Pregnant women eat lunch at a county hospital in Fugu county, Shaanxi province. Basic medical insurance covered more than 95 percent of the Chinese population in 2011, forming the largest basic medical insurance network in the world. (Photo/Xinhua)

The national plan to extend medical insurance to cover all critical illnesses for urban and rural residents who are part of the basic urban medical insurance and rural cooperative medical program will hopefully prevent households from going bankrupt because of the high costs of treatment for serious diseases.

The State Council document announcing the plan, which was issued on Sunday, says 50 percent of the medical costs for critical illnesses will be covered by insurance.

Some may wonder whether residents will have to pay extra premiums to benefit from the change. But the answer is no, because the government will use part of the medical insurance people have paid to buy insurance from companies to cover the costs of treatment.

In Guangzhou, South China's Guangdong province, where such a system was introduced in September, a patient suffering from a critical illness, such as cancer, or one in need of a major surgery, can have his or her medical costs reimbursed by 50 percent after paying the required basic expenses. If the costs are very high, the amount above the stipulated ceiling can be reimbursed by up to 70 percent.

From 2013, residents in Shenzhen, also in South China's Guangdong province, have been getting up to 80 percent of the cost of treatment for critical illnesses from their medical insurance. The percentage has now increased to 90 percent.

Under the rural cooperative medical program, critical illnesses used to consist of only 22 types of diseases, including congenital heart disease and leukemia. But the new plan makes it clear that higher than normal medical costs is the only criterion for the reimbursement of medical bills for serious illnesses.
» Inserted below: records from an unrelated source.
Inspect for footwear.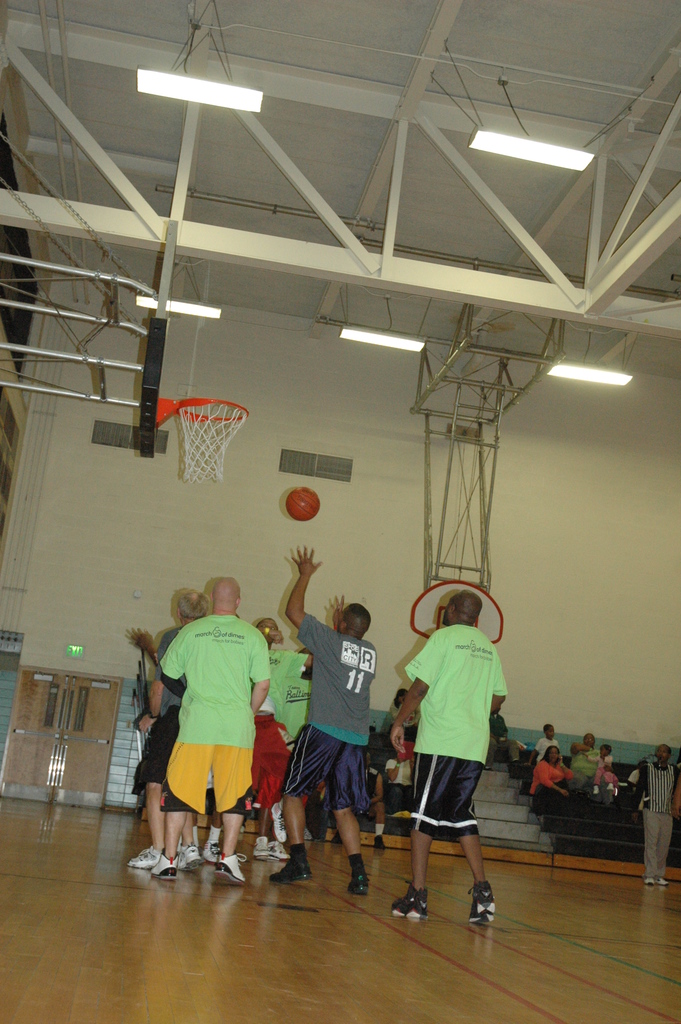
Inspection: 466:889:498:926.
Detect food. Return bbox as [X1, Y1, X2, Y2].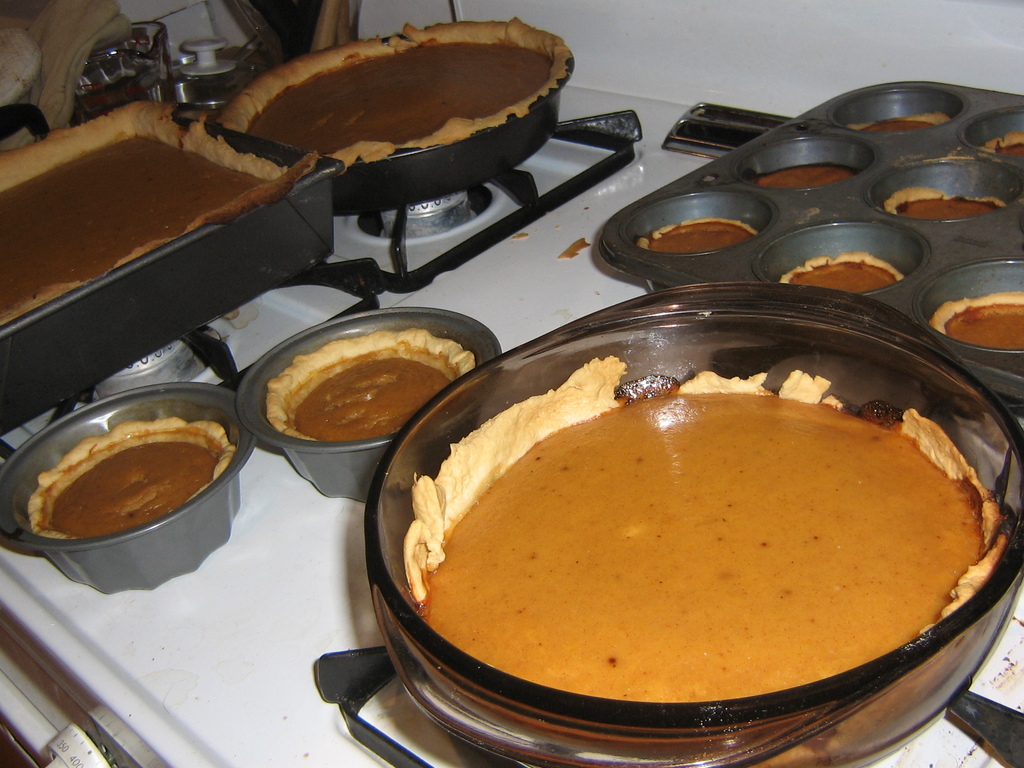
[880, 184, 1003, 227].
The standard varies in different provinces at present.

The document released by the State Council, or Cabinet, encourages local governments to work out their own plans to ensure poor families get a higher percentage of their medical costs covered by insurance in order to prevent high medicals bills from pushing them into penury.

Although the possibility of high medical bills denting the purses of households with a patient of serious illnesses cannot be totally ruled out, rolling out of the change to the healthcare insurance system nationwide is aimed at relieving residents of their worries about hefty medical costs for the treatment of critical illnesses.

The State Council is winning people's heart by passing the benefits of reform to the people.